San Luis Obispo County is extending its shelter crisis declaration through the end of 2026—a move that allows the county to keep emergency shelters open and make it easier to build new ones.
The Board of Supervisors approved the extension Tuesday. The declaration allows the county to temporarily relax some building and zoning requirements for emergency shelters located on public property.
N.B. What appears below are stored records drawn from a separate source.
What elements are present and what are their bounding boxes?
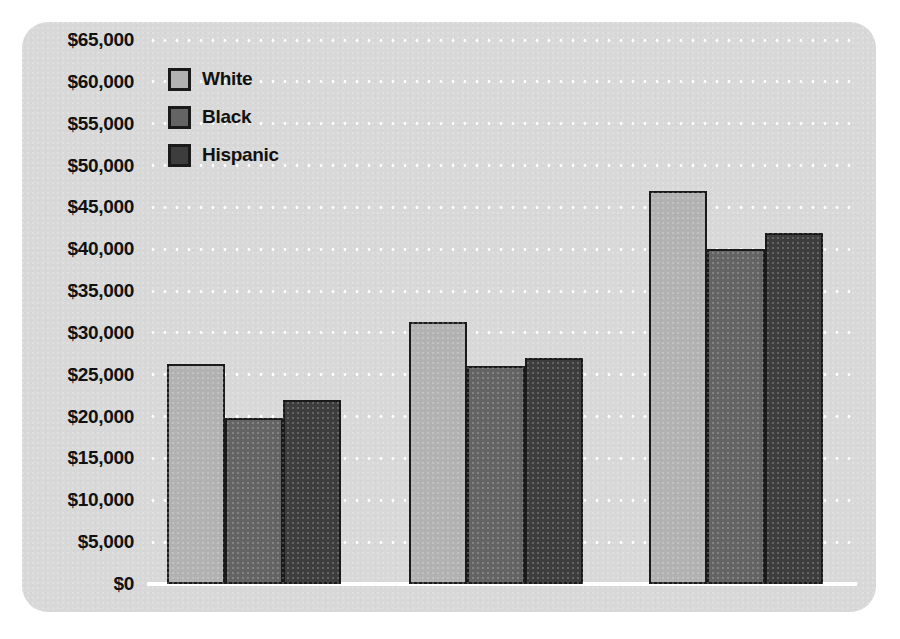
y-axis-tick-label: $0	[113, 573, 134, 595]
bar	[707, 249, 765, 584]
legend-swatch-icon	[168, 68, 191, 91]
bar	[225, 418, 283, 584]
legend-item: White	[168, 60, 279, 98]
bar	[467, 366, 525, 584]
x-axis-category-label: Less than High School	[167, 610, 341, 612]
bar	[167, 364, 225, 584]
legend-label: Hispanic	[202, 144, 279, 166]
chart-panel: $65,000$60,000$55,000$50,000$45,000$40,0…	[22, 22, 876, 612]
legend-item: Black	[168, 98, 279, 136]
y-axis-tick-label: $65,000	[67, 29, 134, 51]
y-axis-tick-label: $35,000	[67, 280, 134, 302]
y-axis-tick-label: $60,000	[67, 71, 134, 93]
legend-item: Hispanic	[168, 136, 279, 174]
bar	[649, 191, 707, 584]
bar	[765, 233, 823, 585]
y-axis-tick-label: $15,000	[67, 447, 134, 469]
y-axis-tick-label: $20,000	[67, 406, 134, 428]
legend-swatch-icon	[168, 106, 191, 129]
legend-swatch-icon	[168, 144, 191, 167]
x-axis-category-label: Bachelor's Degree	[649, 610, 823, 612]
legend-label: White	[202, 68, 252, 90]
y-axis-tick-label: $5,000	[78, 531, 134, 553]
y-axis-tick-label: $25,000	[67, 364, 134, 386]
chart-legend: WhiteBlackHispanic	[168, 60, 279, 174]
bar	[409, 322, 467, 584]
bar	[283, 400, 341, 584]
y-axis: $65,000$60,000$55,000$50,000$45,000$40,0…	[22, 40, 142, 584]
gridline	[147, 39, 857, 42]
bar	[525, 358, 583, 584]
y-axis-tick-label: $45,000	[67, 196, 134, 218]
x-axis-category-label: High School Graduate	[409, 610, 583, 612]
y-axis-tick-label: $55,000	[67, 113, 134, 135]
gridline	[147, 206, 857, 209]
y-axis-tick-label: $40,000	[67, 238, 134, 260]
y-axis-tick-label: $30,000	[67, 322, 134, 344]
y-axis-tick-label: $50,000	[67, 155, 134, 177]
y-axis-tick-label: $10,000	[67, 489, 134, 511]
legend-label: Black	[202, 106, 251, 128]
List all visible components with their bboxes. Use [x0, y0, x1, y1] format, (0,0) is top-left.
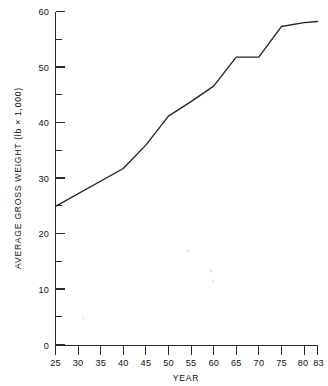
x-tick-label-75: 75	[276, 358, 287, 368]
x-tick-label-80: 80	[298, 358, 309, 368]
line-chart: 60 50 40 30 20 10 0 AVERAGE GROSS WEIGHT…	[0, 0, 328, 386]
y-tick-label-20: 20	[38, 229, 49, 239]
x-tick-label-60: 60	[208, 358, 219, 368]
x-tick-label-25: 25	[50, 358, 61, 368]
y-tick-label-60: 60	[38, 7, 49, 17]
x-tick-label-70: 70	[254, 358, 265, 368]
x-tick-label-30: 30	[73, 358, 84, 368]
y-tick-label-40: 40	[38, 118, 49, 128]
y-tick-label-30: 30	[38, 174, 49, 184]
y-tick-label-0: 0	[44, 341, 49, 351]
x-axis-title: YEAR	[173, 373, 199, 383]
x-tick-label-55: 55	[186, 358, 197, 368]
x-tick-label-50: 50	[163, 358, 174, 368]
y-tick-label-50: 50	[38, 63, 49, 73]
chart-background	[0, 0, 328, 386]
chart-figure: 60 50 40 30 20 10 0 AVERAGE GROSS WEIGHT…	[0, 0, 328, 386]
x-tick-label-45: 45	[141, 358, 152, 368]
y-axis-title: AVERAGE GROSS WEIGHT (lb × 1,000)	[13, 87, 23, 269]
x-tick-label-65: 65	[231, 358, 242, 368]
x-tick-label-35: 35	[95, 358, 106, 368]
y-tick-label-10: 10	[38, 285, 49, 295]
x-tick-label-40: 40	[118, 358, 129, 368]
x-tick-label-83: 83	[313, 358, 324, 368]
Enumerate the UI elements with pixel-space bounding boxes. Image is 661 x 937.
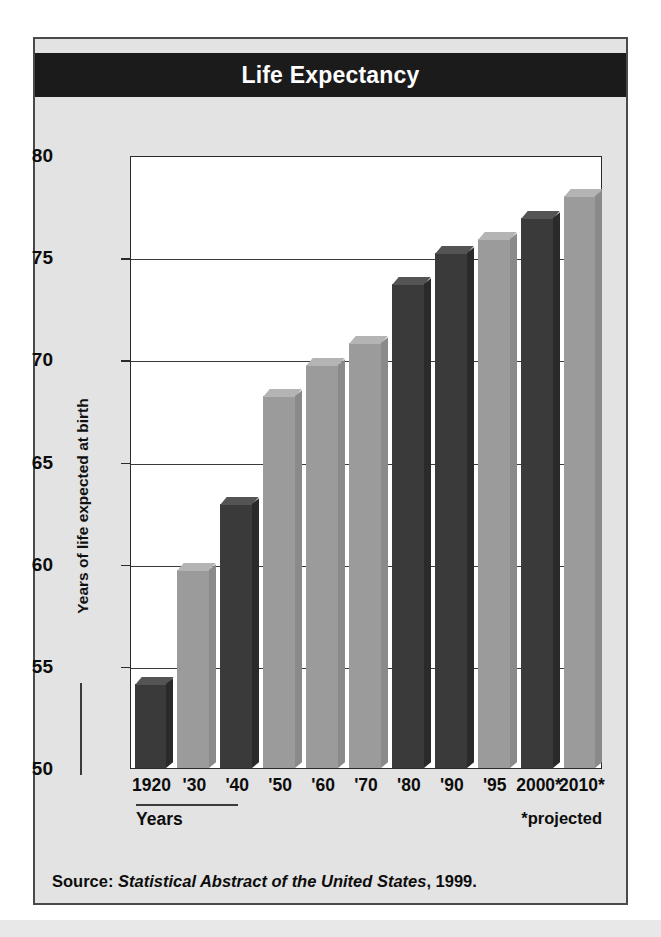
y-tick-mark — [121, 258, 130, 260]
bar — [135, 684, 167, 768]
bar-side-face — [295, 390, 302, 768]
y-tick-label: 60 — [0, 554, 53, 576]
bar-side-face — [209, 564, 216, 768]
y-tick-label: 55 — [0, 656, 53, 678]
y-axis-title: Years of life expected at birth — [74, 376, 92, 636]
bar — [564, 196, 596, 768]
bar — [435, 253, 467, 768]
bar — [349, 343, 381, 768]
chart-card: Life Expectancy Years of life expected a… — [33, 37, 628, 905]
source-prefix: Source: — [52, 872, 118, 890]
y-tick-mark — [121, 565, 130, 567]
years-underline — [136, 804, 238, 806]
bar-front-face — [478, 239, 510, 768]
bar-side-face — [424, 278, 431, 768]
bar — [521, 218, 553, 768]
y-axis-title-rule — [80, 683, 82, 775]
source-title: Statistical Abstract of the United State… — [118, 872, 426, 890]
bar-side-face — [166, 678, 173, 768]
bar-front-face — [564, 196, 596, 768]
x-axis-label: Years — [136, 809, 183, 830]
y-tick-label: 80 — [0, 145, 53, 167]
bar — [177, 570, 209, 768]
bar-front-face — [220, 504, 252, 768]
bar-side-face — [510, 233, 517, 768]
y-tick-label: 75 — [0, 247, 53, 269]
source-suffix: , 1999. — [426, 872, 476, 890]
page-title: Life Expectancy — [241, 62, 419, 89]
x-tick-label: '90 — [430, 775, 473, 796]
page-bottom-band — [0, 920, 661, 937]
y-tick-mark — [121, 463, 130, 465]
y-tick-label: 65 — [0, 452, 53, 474]
x-tick-label: '70 — [345, 775, 388, 796]
x-tick-label: '30 — [173, 775, 216, 796]
bar-front-face — [306, 365, 338, 768]
bar-front-face — [521, 218, 553, 768]
x-tick-label: 1920 — [130, 775, 173, 796]
bar-front-face — [177, 570, 209, 768]
bar-side-face — [595, 190, 602, 768]
x-tick-label: '50 — [259, 775, 302, 796]
y-tick-mark — [121, 667, 130, 669]
bar-side-face — [553, 212, 560, 768]
bar-front-face — [263, 396, 295, 768]
bar-series — [131, 157, 601, 768]
bar — [392, 284, 424, 768]
x-tick-label: '60 — [302, 775, 345, 796]
bar — [478, 239, 510, 768]
bar-side-face — [467, 247, 474, 768]
x-tick-label: '95 — [473, 775, 516, 796]
bar-front-face — [349, 343, 381, 768]
source-note: Source: Statistical Abstract of the Unit… — [52, 872, 477, 891]
x-tick-label: 2000* — [516, 775, 559, 796]
y-tick-mark — [121, 360, 130, 362]
x-tick-label: '40 — [216, 775, 259, 796]
bar-front-face — [392, 284, 424, 768]
x-tick-label: 2010* — [559, 775, 602, 796]
bar-front-face — [435, 253, 467, 768]
projected-note: *projected — [521, 809, 602, 828]
x-tick-label: '80 — [387, 775, 430, 796]
chart-area: Years of life expected at birth 50556065… — [35, 97, 626, 857]
bar-side-face — [252, 499, 259, 768]
plot-frame — [130, 156, 602, 769]
bar — [306, 365, 338, 768]
bar — [263, 396, 295, 768]
bar — [220, 504, 252, 768]
bar-side-face — [381, 337, 388, 768]
y-tick-label: 70 — [0, 349, 53, 371]
title-banner: Life Expectancy — [35, 53, 626, 97]
bar-side-face — [338, 360, 345, 768]
y-tick-label: 50 — [0, 758, 53, 780]
bar-front-face — [135, 684, 167, 768]
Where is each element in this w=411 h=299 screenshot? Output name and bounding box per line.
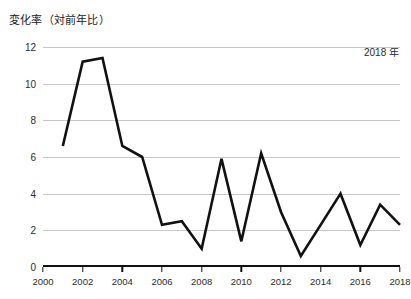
- y-axis-tick-label: 4: [30, 188, 36, 199]
- series-line-chart: [43, 47, 400, 267]
- x-axis-tick-label: 2018: [389, 276, 410, 287]
- series-polyline: [63, 58, 400, 256]
- x-axis-tick: [82, 267, 83, 272]
- x-axis-tick-label: 2012: [270, 276, 291, 287]
- x-axis-tick-label: 2010: [231, 276, 252, 287]
- y-axis-tick-label: 0: [30, 262, 36, 273]
- y-axis-tick-label: 10: [25, 78, 36, 89]
- x-axis-tick: [42, 267, 43, 272]
- x-axis-tick: [399, 267, 400, 272]
- x-axis-tick: [280, 267, 281, 272]
- plot-area: 024681012 200020022004200620082010201220…: [43, 47, 400, 267]
- y-axis-tick-label: 6: [30, 152, 36, 163]
- x-axis-tick: [161, 267, 162, 272]
- x-axis-tick-label: 2016: [350, 276, 371, 287]
- x-axis-tick-label: 2008: [191, 276, 212, 287]
- x-axis-tick: [320, 267, 321, 272]
- x-axis-tick: [201, 267, 202, 272]
- x-axis-tick-label: 2014: [310, 276, 331, 287]
- x-axis-tick: [241, 267, 242, 272]
- chart-container: 変化率（対前年比） 2018 年 024681012 2000200220042…: [0, 0, 411, 299]
- x-axis-tick-label: 2004: [112, 276, 133, 287]
- y-axis-tick-label: 12: [25, 42, 36, 53]
- x-axis-tick: [122, 267, 123, 272]
- x-axis-tick-label: 2000: [32, 276, 53, 287]
- chart-title: 変化率（対前年比）: [9, 11, 110, 27]
- x-axis-tick-label: 2002: [72, 276, 93, 287]
- y-axis-tick-label: 2: [30, 225, 36, 236]
- x-axis-tick: [360, 267, 361, 272]
- x-axis-tick-label: 2006: [151, 276, 172, 287]
- y-axis-tick-label: 8: [30, 115, 36, 126]
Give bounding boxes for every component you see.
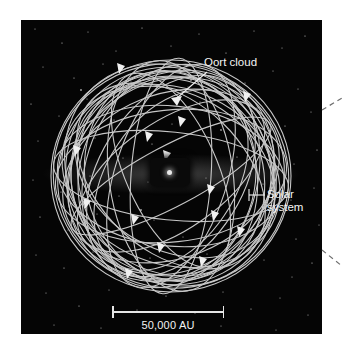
callout-line-bottom <box>322 250 342 266</box>
oort-cloud-figure: Oort cloud Solar system 50,000 AU <box>0 0 342 350</box>
callout-line-top <box>322 98 342 110</box>
callout-lines <box>0 0 342 350</box>
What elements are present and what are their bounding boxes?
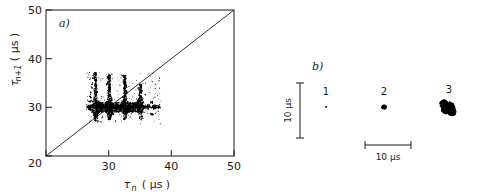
vertical-scalebar	[296, 83, 304, 138]
identity-line	[46, 10, 234, 156]
y-axis-title-sub: n+1	[14, 65, 23, 82]
horizontal-scalebar-label: 10 μs	[376, 152, 401, 162]
y-tick-label-20: 20	[28, 157, 42, 170]
vertical-scalebar-label: 10 μs	[283, 98, 293, 123]
y-tick-label-40: 40	[28, 53, 42, 66]
vertical-scalebar-label-group: 10 μs	[283, 98, 293, 123]
scatter-points-group	[86, 72, 161, 125]
cluster-label-3: 3	[446, 84, 452, 95]
x-axis-title-units: ( μs )	[142, 178, 170, 191]
cluster-label-1: 1	[323, 86, 329, 97]
y-axis-title-units: ( μs )	[8, 33, 21, 61]
x-axis-ticks	[46, 150, 234, 156]
horizontal-scalebar	[365, 141, 411, 149]
x-tick-label-50: 50	[227, 160, 241, 173]
x-axis-title-sub: n	[131, 184, 136, 192]
cluster-blob-3	[439, 99, 456, 116]
panel-a-label: a)	[59, 17, 70, 30]
cluster-label-2: 2	[381, 86, 387, 97]
panel-b-clusters: b) 10 μs 10 μs 1 2 3	[241, 0, 482, 192]
y-axis-title: τ n+1 ( μs )	[8, 33, 23, 86]
panel-a-return-map: 50 40 30 20 30 40 50 a) τ n ( μs ) τ n+1…	[0, 0, 241, 192]
cluster-blob-2	[381, 105, 387, 110]
panel-b-label: b)	[312, 60, 323, 73]
y-tick-label-50: 50	[28, 4, 42, 17]
panel-a-svg: 50 40 30 20 30 40 50 a) τ n ( μs ) τ n+1…	[0, 0, 241, 192]
x-tick-label-30: 30	[102, 160, 116, 173]
y-axis-ticks	[46, 10, 52, 156]
x-axis-title: τ n ( μs )	[124, 178, 170, 192]
y-tick-label-30: 30	[28, 101, 42, 114]
figure-container: 50 40 30 20 30 40 50 a) τ n ( μs ) τ n+1…	[0, 0, 482, 192]
cluster-blob-1	[325, 106, 328, 108]
x-tick-label-40: 40	[164, 160, 178, 173]
x-axis-title-symbol: τ	[124, 178, 131, 191]
panel-b-svg: b) 10 μs 10 μs 1 2 3	[241, 0, 482, 192]
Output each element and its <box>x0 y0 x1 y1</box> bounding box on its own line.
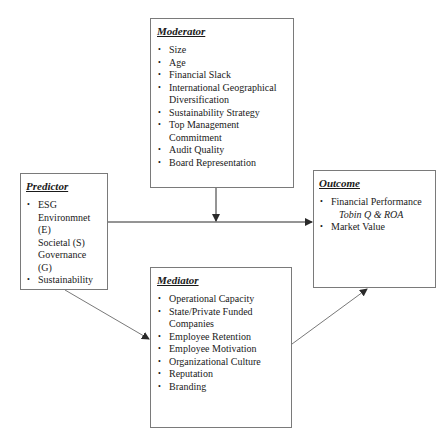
outcome-box: Outcome Financial Performance Tobin Q & … <box>313 170 436 288</box>
list-item: Audit Quality <box>157 144 287 157</box>
list-item: Top Management Commitment <box>157 119 287 144</box>
predictor-title: Predictor <box>26 180 102 192</box>
moderator-box: Moderator Size Age Financial Slack Inter… <box>150 18 294 188</box>
list-item: International Geographical <box>157 82 287 95</box>
list-item: Age <box>157 57 287 70</box>
mediator-title: Mediator <box>157 274 285 286</box>
list-item: Financial Slack <box>157 69 287 82</box>
list-item-sub: Governance (G) <box>26 249 102 274</box>
list-item-continuation: Companies <box>157 318 285 331</box>
list-item: ESG <box>26 199 102 212</box>
list-item: Size <box>157 44 287 57</box>
outcome-title: Outcome <box>319 177 430 189</box>
list-item-sub: Societal (S) <box>26 237 102 250</box>
predictor-box: Predictor ESG Environmnet (E) Societal (… <box>20 173 108 290</box>
list-item: Branding <box>157 381 285 394</box>
list-item-continuation: Diversification <box>157 94 287 107</box>
list-item: Sustainability <box>26 274 102 287</box>
list-item: Reputation <box>157 368 285 381</box>
list-item: Employee Motivation <box>157 343 285 356</box>
list-item: Board Representation <box>157 157 287 170</box>
predictor-to-mediator-arrow <box>65 290 149 339</box>
list-item: Market Value <box>319 221 430 234</box>
list-item: Financial Performance <box>319 196 430 209</box>
moderator-title: Moderator <box>157 25 287 37</box>
mediator-box: Mediator Operational Capacity State/Priv… <box>150 267 292 428</box>
list-item: Organizational Culture <box>157 356 285 369</box>
mediator-to-outcome-arrow <box>292 289 367 344</box>
list-item-sub: Tobin Q & ROA <box>319 209 430 222</box>
list-item: State/Private Funded <box>157 306 285 319</box>
list-item: Employee Retention <box>157 331 285 344</box>
list-item: Sustainability Strategy <box>157 107 287 120</box>
list-item: Operational Capacity <box>157 293 285 306</box>
list-item-sub: Environmnet (E) <box>26 212 102 237</box>
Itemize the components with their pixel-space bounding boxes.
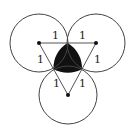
center-point-left	[37, 41, 41, 45]
diagram-canvas: 1 1 1 1 1 1	[0, 0, 132, 128]
center-point-right	[94, 41, 98, 45]
radius-label: 1	[79, 29, 86, 42]
radius-label: 1	[79, 77, 86, 90]
tangent-circles-figure: 1 1 1 1 1 1	[0, 0, 132, 128]
radius-label: 1	[53, 77, 60, 90]
center-point-bottom	[66, 93, 70, 97]
radius-label: 1	[37, 53, 44, 66]
radius-label: 1	[94, 53, 101, 66]
radius-label: 1	[52, 29, 59, 42]
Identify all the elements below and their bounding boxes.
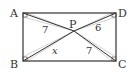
segment-ap (23, 13, 74, 31)
segment-cp (74, 31, 116, 61)
segment-bp (23, 31, 74, 61)
vertex-label-a: A (9, 7, 19, 20)
segment-label-ap: 7 (42, 24, 48, 35)
segment-label-cp: 7 (86, 45, 92, 56)
vertex-label-d: D (118, 7, 127, 20)
segment-label-dp: 6 (95, 22, 101, 33)
vertex-label-c: C (118, 58, 126, 71)
rectangle-diagram: A D B C P 7 6 x 7 (0, 0, 134, 72)
vertex-label-b: B (10, 58, 18, 71)
segment-label-bp: x (52, 45, 58, 56)
point-label-p: P (69, 18, 77, 31)
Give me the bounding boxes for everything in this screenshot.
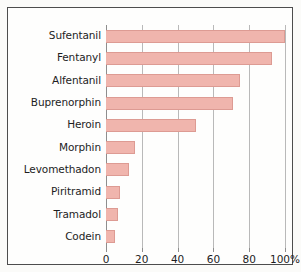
bar-row xyxy=(106,230,285,243)
category-label: Heroin xyxy=(9,118,101,130)
bar xyxy=(106,30,285,43)
bar-row xyxy=(106,141,285,154)
tick-mark xyxy=(285,248,286,252)
tick-mark xyxy=(178,248,179,252)
bar-row xyxy=(106,186,285,199)
bar xyxy=(106,208,118,221)
chart-frame: SufentanilFentanylAlfentanilBuprenorphin… xyxy=(7,7,293,265)
bar xyxy=(106,141,135,154)
tick-mark xyxy=(142,248,143,252)
bar-row xyxy=(106,208,285,221)
plot-area xyxy=(106,25,285,248)
category-label: Codein xyxy=(9,230,101,242)
bar xyxy=(106,230,115,243)
bar-row xyxy=(106,74,285,87)
tick-mark xyxy=(106,248,107,252)
bar-row xyxy=(106,30,285,43)
value-tick-label: 0 xyxy=(103,253,110,265)
bar xyxy=(106,97,233,110)
value-tick-label: 20 xyxy=(135,253,148,265)
gridline xyxy=(285,25,286,248)
bar xyxy=(106,52,272,65)
bar xyxy=(106,186,120,199)
bar xyxy=(106,74,240,87)
category-label: Alfentanil xyxy=(9,74,101,86)
category-label: Piritramid xyxy=(9,185,101,197)
category-label: Sufentanil xyxy=(9,29,101,41)
bar-row xyxy=(106,119,285,132)
bar-row xyxy=(106,52,285,65)
value-tick-label: 40 xyxy=(171,253,184,265)
chart-screenshot: SufentanilFentanylAlfentanilBuprenorphin… xyxy=(0,0,301,272)
category-label: Tramadol xyxy=(9,208,101,220)
category-axis-labels: SufentanilFentanylAlfentanilBuprenorphin… xyxy=(8,25,101,248)
bar xyxy=(106,163,129,176)
value-axis-labels: 020406080100% xyxy=(8,253,301,269)
value-tick-label: 60 xyxy=(207,253,220,265)
bar xyxy=(106,119,196,132)
category-label: Fentanyl xyxy=(9,51,101,63)
value-tick-label: 80 xyxy=(243,253,256,265)
tick-mark xyxy=(249,248,250,252)
category-label: Buprenorphin xyxy=(9,96,101,108)
value-tick-label: 100% xyxy=(270,253,300,265)
bar-row xyxy=(106,97,285,110)
tick-mark xyxy=(213,248,214,252)
bar-row xyxy=(106,163,285,176)
category-label: Morphin xyxy=(9,141,101,153)
category-label: Levomethadon xyxy=(9,163,101,175)
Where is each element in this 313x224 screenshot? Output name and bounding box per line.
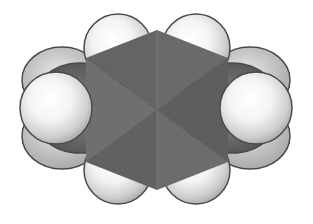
molecule-figure: Space-filling model of a para-disubstitu… xyxy=(0,0,313,224)
benzene-ring xyxy=(86,30,228,190)
molecule-model xyxy=(0,0,313,224)
hydrogen-atom-front-left xyxy=(20,72,92,144)
hydrogen-atom-front-right xyxy=(220,72,292,144)
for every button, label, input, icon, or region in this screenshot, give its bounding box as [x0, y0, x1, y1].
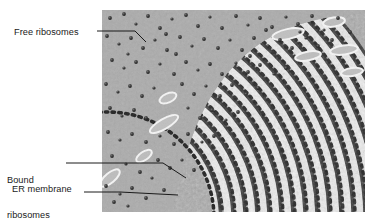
label-er-membrane: ER membrane	[12, 184, 72, 196]
micrograph-canvas	[102, 10, 365, 212]
micrograph-image	[102, 10, 365, 212]
label-bound-ribosomes-line2: ribosomes	[7, 210, 50, 222]
figure-container: Free ribosomes Bound ribosomes ER membra…	[0, 0, 375, 222]
label-free-ribosomes: Free ribosomes	[14, 27, 79, 39]
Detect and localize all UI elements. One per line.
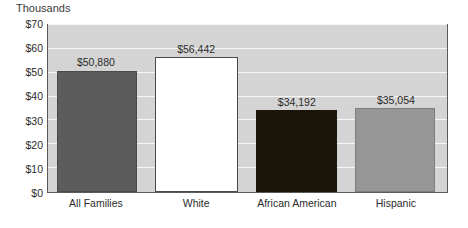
bar: [57, 71, 137, 192]
y-tick-label: $40: [25, 91, 43, 102]
x-tick-label: White: [183, 197, 210, 210]
y-axis: $0$10$20$30$40$50$60$70: [0, 24, 43, 193]
bar-chart-figure: Thousands $0$10$20$30$40$50$60$70 $50,88…: [0, 0, 468, 228]
x-tick-label: All Families: [69, 197, 123, 210]
x-tick-label: African American: [257, 197, 336, 210]
bar: [155, 57, 238, 192]
y-tick-label: $10: [25, 163, 43, 174]
x-axis: All FamiliesWhiteAfrican AmericanHispani…: [47, 197, 448, 217]
y-tick-label: $50: [25, 67, 43, 78]
bar: [355, 108, 435, 192]
units-title: Thousands: [16, 2, 70, 15]
x-tick-label: Hispanic: [376, 197, 416, 210]
plot-area: [47, 24, 448, 193]
y-tick-label: $70: [25, 19, 43, 30]
y-tick-label: $20: [25, 139, 43, 150]
y-tick-label: $30: [25, 115, 43, 126]
y-tick-label: $0: [31, 188, 43, 199]
y-tick-label: $60: [25, 43, 43, 54]
bars-layer: [48, 25, 447, 192]
bar: [256, 110, 337, 192]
It helps speed up new projects and keep existing ones operating under the relaxed permitting rules.
One of those sites is Cabins for Change in Grover Beach—a 20 unit temporary housing project that offers three to five month stays to help people transition into permanent housing.
Katlynn Beatty, the county’s encampment response program manager, said the extension is critical to keeping programs like that open.
“Basically if this extension doesn’t happen, the Cabins for Change wouldn’t be able to stay open for long,” Beatty said. “They were built under this declaration and so it needs to be extended for them to stay open.”
Beatty says Cabins for Change currently has a waitlist of about 600 people for about 20 cabins.
San Luis Obispo County’s latest Point-In-Time Count found about 1,175 people experiencing homelessness in the county, and roughly 800 people are living unsheltered.
SLO County first declared a shelter crisis in 2018 and has renewed the designation annually since then. The latest ordinance will remain in effect until December, unless the Board of Supervisors votes to extend it again.